The most serious issues were discrimination and sexism. In the novel the fact that Rose Cohen is a Jewish woman plays an important role in her life. It is because of this that she and her family have to leave Russia. It is because of the sexist beliefs prevalent in the American society that she receives lower salary in comparison with men. It is because of this that she must marry a man she does not love – something she rebels against. Thus, Rose Cohen is not a typical meek woman but a challenger. But her blending into the society is at the expense of her own happiness: it is much easier to silently comply with the rules and the dominant social assumptions but if you rise against them you are marginalized, i.e. you find yourself not fitting any social group. This is precisely what happens to Rose Cohen. In a way, she loses her identity.

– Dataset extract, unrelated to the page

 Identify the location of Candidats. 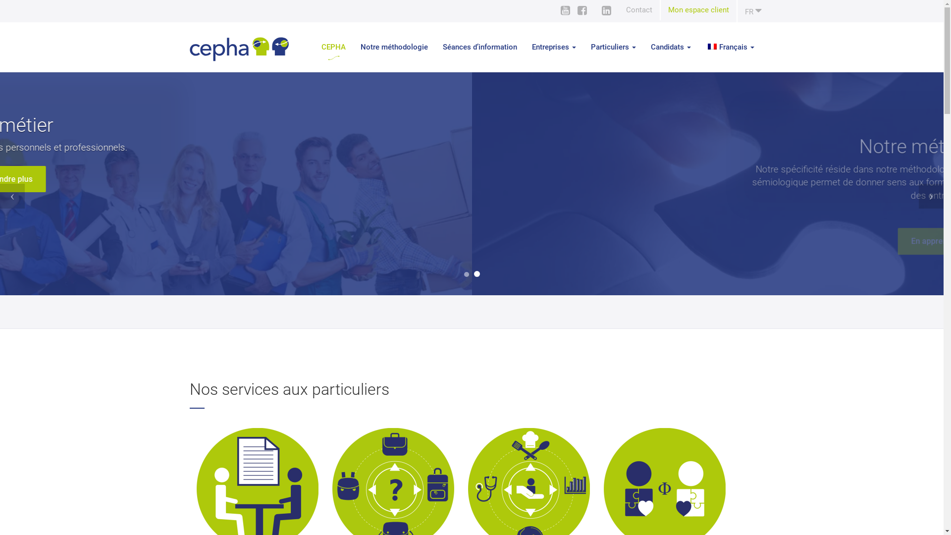
(670, 47).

At the same time, being a challenger and disruptor of the status quo, Rose Cohen is not a revolutionary in a proper sense of the word. Instead, she is just an unhappy, in a way, a broken woman who having left the Old World does not find herself in the New World. This disparity in Rose Cohen’s character, her rebellious nature, on the one hand, and innate meekness and femininity, on the other, is very prominent. 

To sum up, the autobiographical novel it dwells on a number of important social issues as they pertain to an early twentieth century world but many of them remain ever-present even today. The novel at the time of its publishing received positive response from the critics, but Rose Cohen’s literary career did take off. Despite the fact that she had an undeniable literary talent, Rose Cohen passed out of life largely unnoticed. It is only today that her writing is being rediscovered.